There are songs that entertain. There are songs that seduce. And then, there are songs like “Two Wrongs”—explosions of unfiltered emotion, lightning captured in a bottle, soundtracks to the chaos of passion and the euphoria of doing the wrong thing… and loving it.
Jamie Alimorad’s latest release is not just a return to form—it’s a rebirth. “Two Wrongs,” released May 9, 2025, arrives like a rock and roll confession whispered in the dark and shouted from the rooftops all at once. Co-produced with Jordan Sherman in a whirlwind four-hour session in Los Angeles, this track pulses with the kind of spontaneous fire that can’t be planned. It had a different life once—originally intended for another artist, born in the mold of dark pop—but Alimorad ripped it out of that skin and rebuilt it from the inside out. What emerged is something raw, loud, and ferociously alive.
From the opening guitar riff, it’s clear: this isn’t background music. It’s the kind of song that kicks the door open and dares you to feel something. The guitars growl and flirt at the same time—cocky, sharp-edged, and relentlessly catchy.
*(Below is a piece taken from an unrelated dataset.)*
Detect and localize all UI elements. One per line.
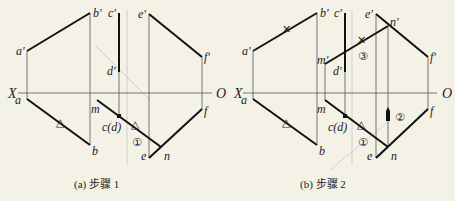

Then comes Jamie’s voice: smoky, sensual, and unafraid. He doesn’t just sing—he tells, he teases, he torches. As the verses climb, the tension builds until the chorus detonates in a blast of harmony and grit, including a jaw-dropping six-part vocal arrangement that nods to the complexity of The Beatles’ “Because” without ever feeling nostalgic. This is not a throwback. This is a takeover.
But what truly sets “Two Wrongs” ablaze is its emotional architecture. At its core, it’s a tale of forbidden love—two people caught in a dangerous magnetic pull, where guilt and desire collide in a slow-burning crash. The lyrics don’t ask for forgiveness. They don’t explain or excuse. They claim. There’s betrayal here, yes—but also chemistry so volatile it scorches everything in its path. It’s passion that knows better… and does it anyway.
Alimorad doesn’t shy away from this complexity. In fact, he dives into it. And that’s the magic of “Two Wrongs”. It doesn’t just sound like a rock anthem—it feels like one. It grabs your throat and your heart. It sounds like late-night mistakes. Like locked eyes across a room you weren’t supposed to be in. Like wanting something so badly you stop caring about consequences. And somewhere in that beautiful mess, it becomes something even bigger than a song—it becomes truth, sung at full volume.
Live instrumentation gives the track a sense of breath and muscle. It’s a reminder that Alimorad is an artist unafraid of the stage, the spotlight, or the silence between beats. His voice—stretching, aching, commanding—has rarely sounded more powerful. The bridge, in particular, is a thing of beauty: melodic, cinematic, and soaring with just enough restraint to make the final chorus hit like a wave.
“Two Wrongs” is easily one of the most blistering tracks in Jamie Alimorad’s arsenal to date. It’s an eruption—a cathartic, full-throttle release of everything he’s kept bottled up. For longtime fans, it’s a thrilling evolution. For new listeners, it’s a gateway drug into one of modern rock’s most compelling voices.
So turn the lights low, turn the volume up, and let “Two Wrongs” run riot through your speakers. Some mistakes are worth making. Some songs are worth breaking the rules for.
This is one of them.
▶️ Available now on Spotify and all streaming platforms.